Since then, however, the Pat Finucane Centre in Derry has discovered papers showing that London had misled the court on the location where the “deep interrogation” had taken place (not Holywood outside Belfast but Ballykelly outside Derry). What other lies were told?
The Irish state broadcaster RTE also discovered that what has become known as the “Rees memo” in which the word “torture” is used and in which the then Labour government makes clear that “ministers” -- in particular the previous government’s minister of defence Lord Carrington -- had ordered the torture.
North of the border, the Police Service of Northern Ireland’s only response to date has been to call into question the second document’s authenticity -- by contracting a researcher to review two official files -- thus implying RTE had manufactured evidence.
RTE has managed to demolish this challenge by cross-referencing the document its researcher found in Galway with an official file kept in the National Archives in Kew. There was no mystery about it, said RTE producer Rita O’Reilly.
The Irish government, in contrast, has -- uniquely -- referred its original case back to the European Court, which has yet to decide whether to order a rehearing.
Meanwhile, back in Belfast a High Court judge has heard the evidence and retired to consider his ruling on whether there should be an independent, effective investigation or whether there has already been one.
He has to decide whether the “Five Techniques” amounted to torture, whether British government ministers ordered it, whether any deadlines for legal action have been crossed and whether a new investigation is justified.
Hugh Southey QC, for the “Hooded Men,” asked if it was right that a government can withhold evidence for so long that a deadline passes for taking action based on that evidence? There was, he said, a deliberate attempt to disguise the level of government liability.
No attention seems to have been paid, he said, to questioning the two witnesses still living who might be able to shed light on the “Five Techniques” -- the noble lords Carrington and Balneil; the latter said in court to have witnessed RUC men being trained for the torture.
Karen Quinliven QC for Sean McKenna’s family said the crown case was “preposterous.” The RUC had realised the “Five Techniques” were illegal, she said, and since 1975, the state knew McKenna had died as a result of the torture, yet no investigation was carried out.

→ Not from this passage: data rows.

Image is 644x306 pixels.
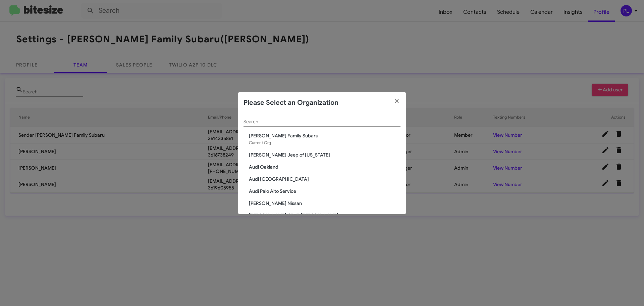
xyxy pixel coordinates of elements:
[249,200,400,207] span: [PERSON_NAME] Nissan
[249,140,271,145] span: Current Org
[249,132,400,139] span: [PERSON_NAME] Family Subaru
[249,152,400,158] span: [PERSON_NAME] Jeep of [US_STATE]
[249,176,400,182] span: Audi [GEOGRAPHIC_DATA]
[249,164,400,170] span: Audi Oakland
[249,188,400,195] span: Audi Palo Alto Service
[243,98,338,108] h2: Please Select an Organization
[249,212,400,219] span: [PERSON_NAME] CDJR [PERSON_NAME]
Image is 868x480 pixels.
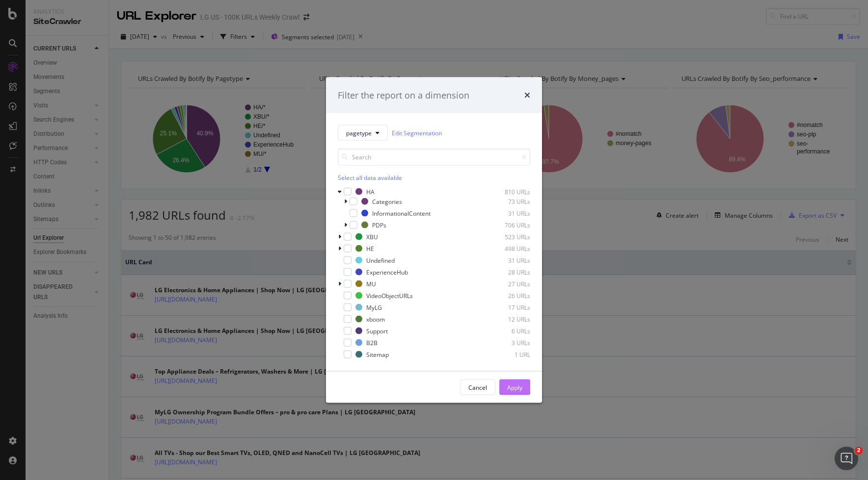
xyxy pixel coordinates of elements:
[14,235,182,254] button: Search for help
[372,220,386,229] div: PDPs
[14,277,182,295] div: Status Codes and Network Errors
[372,197,402,206] div: Categories
[366,339,377,347] div: B2B
[482,315,531,323] div: 12 URLs
[131,306,196,345] button: Help
[366,291,413,300] div: VideoObjectURLs
[499,380,531,395] button: Apply
[14,258,182,277] div: Integrating Web Traffic Data
[460,380,496,395] button: Cancel
[82,330,115,338] span: Messages
[156,330,172,338] span: Help
[143,15,162,35] div: Profile image for Emma
[392,128,442,138] a: Edit Segmentation
[507,383,522,391] div: Apply
[20,103,177,120] p: How can we help?
[482,326,531,335] div: 6 URLs
[20,19,66,34] img: logo
[20,240,79,250] span: Search for help
[482,209,531,218] div: 31 URLs
[346,129,372,137] span: pagetype
[10,189,186,226] div: Ask a questionAI Agent and team can help
[482,291,531,300] div: 26 URLs
[366,280,376,288] div: MU
[338,125,388,141] button: pagetype
[366,315,385,323] div: xboom
[109,164,143,175] div: • 12m ago
[482,197,531,206] div: 73 URLs
[524,89,531,102] div: times
[124,15,143,35] img: Profile image for Renaud
[366,232,378,241] div: XBU
[482,268,531,276] div: 28 URLs
[105,15,125,35] img: Profile image for Jenny
[482,232,531,241] div: 523 URLs
[20,280,164,291] div: Status Codes and Network Errors
[338,89,470,102] div: Filter the report on a dimension
[366,351,389,359] div: Sitemap
[835,447,859,471] iframe: Intercom live chat
[11,147,186,183] div: Profile image for Customer SupportWas that helpful?Customer Support•12m ago
[169,15,186,33] div: Close
[482,303,531,312] div: 17 URLs
[338,148,531,166] input: Search
[20,70,177,103] p: Hello [PERSON_NAME].
[366,268,408,276] div: ExperienceHub
[482,187,531,196] div: 810 URLs
[482,245,531,253] div: 498 URLs
[372,209,431,218] div: InformationalContent
[366,245,374,253] div: HE
[14,295,182,313] div: Understanding AI Bot Data in Botify
[338,173,531,182] div: Select all data available
[20,197,164,207] div: Ask a question
[20,262,164,273] div: Integrating Web Traffic Data
[20,140,176,151] div: Recent message
[366,303,382,312] div: MyLG
[20,207,164,218] div: AI Agent and team can help
[482,339,531,347] div: 3 URLs
[366,256,395,264] div: Undefined
[44,155,104,164] span: Was that helpful?
[366,326,388,335] div: Support
[10,132,186,183] div: Recent messageProfile image for Customer SupportWas that helpful?Customer Support•12m ago
[482,351,531,359] div: 1 URL
[482,220,531,229] div: 706 URLs
[482,280,531,288] div: 27 URLs
[44,164,107,175] div: Customer Support
[327,77,542,403] div: modal
[366,187,375,196] div: HA
[20,299,164,309] div: Understanding AI Bot Data in Botify
[482,256,531,264] div: 31 URLs
[469,383,488,391] div: Cancel
[20,155,40,174] img: Profile image for Customer Support
[22,330,44,338] span: Home
[66,306,130,345] button: Messages
[854,447,863,455] span: 2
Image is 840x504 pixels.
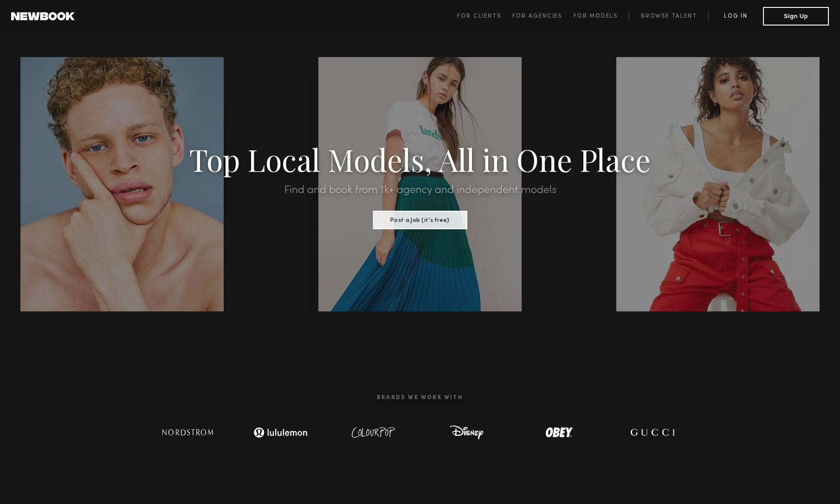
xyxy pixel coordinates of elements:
[513,14,562,19] span: For Agencies
[436,423,497,442] img: logo-disney.svg
[457,10,513,22] a: For Clients
[574,14,618,19] span: For Models
[457,14,502,19] span: For Clients
[63,185,778,196] h2: Find and book from 1k+ agency and independent models
[513,10,573,22] a: For Agencies
[574,10,629,22] a: For Models
[63,145,778,174] h1: Top Local Models, All in One Place
[529,423,589,442] img: logo-obey.svg
[763,7,829,25] button: Sign Up
[156,423,220,442] img: logo-nordstrom.svg
[248,423,313,442] img: logo-lulu.svg
[141,384,699,412] h2: Brands We Work With
[629,10,708,22] a: Browse Talent
[622,423,682,442] img: logo-gucci.svg
[373,214,468,224] a: Post a Job (it’s free)
[708,10,763,22] a: Log in
[373,211,468,229] button: Post a Job (it’s free)
[343,423,404,442] img: logo-colour-pop.svg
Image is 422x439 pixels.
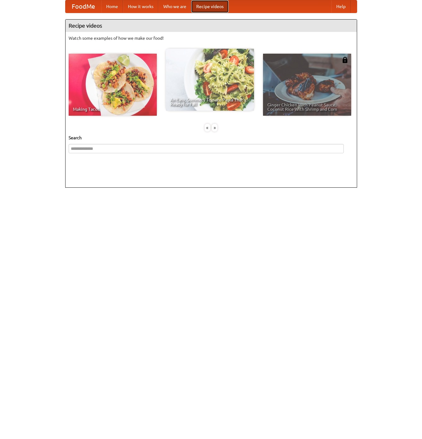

Her description of McKenna’s condition remains long in the memory.
Confused, suicidal, broken, suffering from constant headaches, unable to look after himself, he died in St John of God’s Hospital in Dublin.
His son, also Sean, who had been interned alongside his father in 1971, later took part in the 1980 hunger strike that preceded Bobby Sands’s fast to the death. Sean Jnr, who also never recovered, took his own life in 2008.